At Westfield, except Next, all three ‘anchor stores’ House of Fraser, Debenhams and Marks & Spencer were running promotions. Next chief executive Simon Wolsfon claimed that Next had never discounted before Christmas and this stand meant that customers could trust their prices.

But the cash strapped customers are least concerned about retailers’ price integrity. At Westfield they thronged in large numbers. Many shoppers acknowledged that they were buying more because of 20% discounts.

Annual Christmas survey by Deloitte indicates that 25% of UK shoppers plan to spend less this year but the retailers are trying to attract them with early discount offers. Around 50% of those surveyed would be spending the same amount as last year.

According to Neil Saunders, director at Verdict, discounts were good news for shoppers but very bad news for retailers’ margins. John Lewis’s selling operations director, Dan Knowles, commented that it was great way to cut margins and attract customers into stores.

Department stores sales of John Lewis Partnership fell 9.8% as the retailer passed through another tough week due to judicious spending of the retail shoppers.

Sales may have been affected by the earlier commencement of half-term holidays, but John Lewis believed that customers were budgeting their spending very judiciously amid economic downturn.

John Lewis home sales fell by 17.3% while home technology and electricals were down by 9.6%. Decline in fashion sales was 1.3%. Sales in Milton Keynes stores were down by 25.7%, Southampton registered 21.7 decline, Watford sales fell by 21.6% while Cribbs Causeway in Bristol was off 20.3%.

According to retail analyst Freddie George at Seymour Pierce, sales figures were disappointing probably due to discount offers by competitors and early half-term holidays.

Sales update caused Next shares to fall 5% while Marks & Spencer shares came down by 3%.

Andy Street, managing director of John Lewis, claimed that comparison of results with those of competitors proved company was outperforming in very challenging market. He credited success to the work done on shop-keeping, assortment and goods availability. He commented that there would still be winners on this Christmas and John Lewis was sure of being one among them.

Kingfisher, the biggest home improvement retailer in Europe, is pessimistic about growth in the UK market next year, but is confident of capturing market share from rivals.

Ian Cheshire, Chief executive of the Kingfisher group which runs B&Q in Britain, welcomed cuts in the UK interest rates and sharp fall in oil prices, but believed that their impact on improvements in consumer confidence and spending would take quite long.

Ian added that Kingfisher was not planning any growth in next 12 months since business prospects during this period were very dim due to tough conditions.

The UK’s do-it-yourself market was in bad shape since 2005 and deteriorated sharply in 2008 due to housing market slide and recession fears.

Kingfisher rivals Travis Perkins and Home Retail have hinted that full-year profits were likely to be hit and may touch bottom of analyst’s forecast.
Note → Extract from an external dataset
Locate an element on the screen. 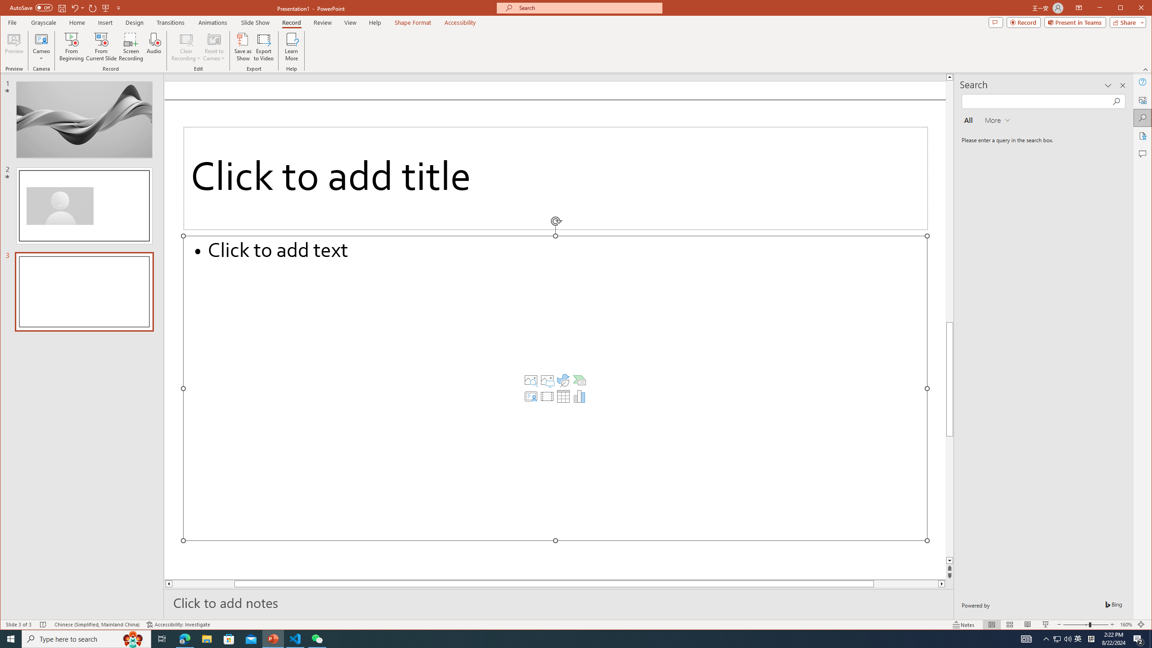  Insert an Icon is located at coordinates (564, 380).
Kingfisher’s UK sales accounted for 47% of £9.36bn last year. It was shielded from loss by growth in Eastern Europe and French business which performed better.

Ian Cheshire claimed that Kingfisher had big opportunity to exploit weakness of UK rivals Floors-2-Go and MFI who had started closing stores. He was expecting more trouble for independent rivals this year, who commanded 25% of tiling and kitchen markets.